Whether anything short of a UNPC and UNARC can do the job remains to be seen. My guess is that the US will be effectively out of Iraq well before a UNPC and UNARC are formed and that the task of restoring some semblance of normalcy will ultimately fall to some sort of jerrybuilt and much less-than-adequate UN-Arab League coalition. The prospect is not a pretty one; but if it provides an object lesson generating the incentive needed to adopt corrective measures for future emergencies, it may lead to some good.
Conclusion:
A UNPC and UNARC are vitally needed. While neither would be cheap, their costs in comparison to that of the US' three-trillion-dollar misadventure in Iraq, would seem a mere pittance. The key missing ingredients, however, are not monetary, but political acumen and political will.

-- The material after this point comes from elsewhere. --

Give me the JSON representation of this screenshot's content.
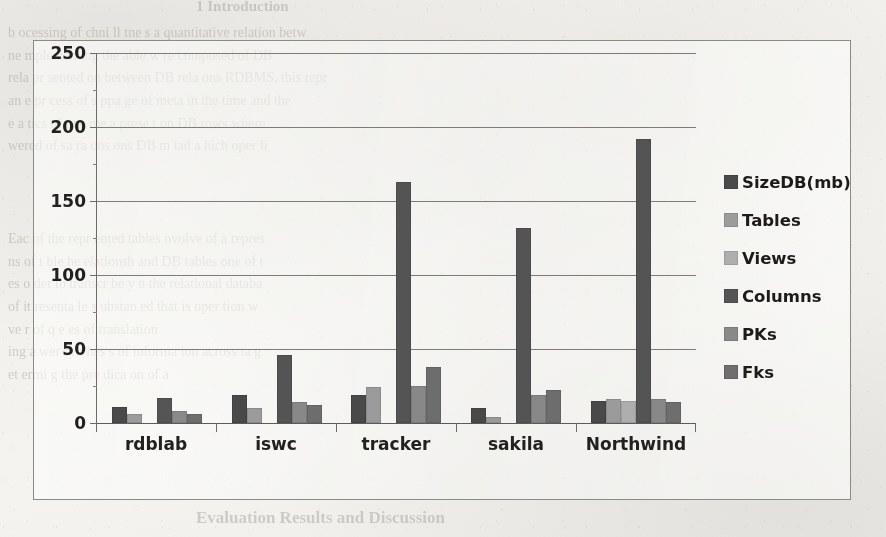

Given the right leadership and with support from enlightened citizen activists, I believe the deficits can be overcome.
[i] Joseph E. Schwartzberg, "A New Perspective on Peacekeeping: Lessons from Bosnia and Elsewhere," Global Governance, 3, 1977, 1-15; and Joseph E. Schwartzberg, "Needed: A United Nations Administrative Academy," UN Chronicle, No. 1, 2006, 14-16.
[ii] Robert C. Johansen, "Reforming the United Nations to Eliminate War," in Saul H. Mendlovitz and Burns H. Weston (eds.), Preferred Futures for the United Nations, Irvington-on-Hudson, NY: Transnational Publishers, Inc., 147-192, quotation from p. 169.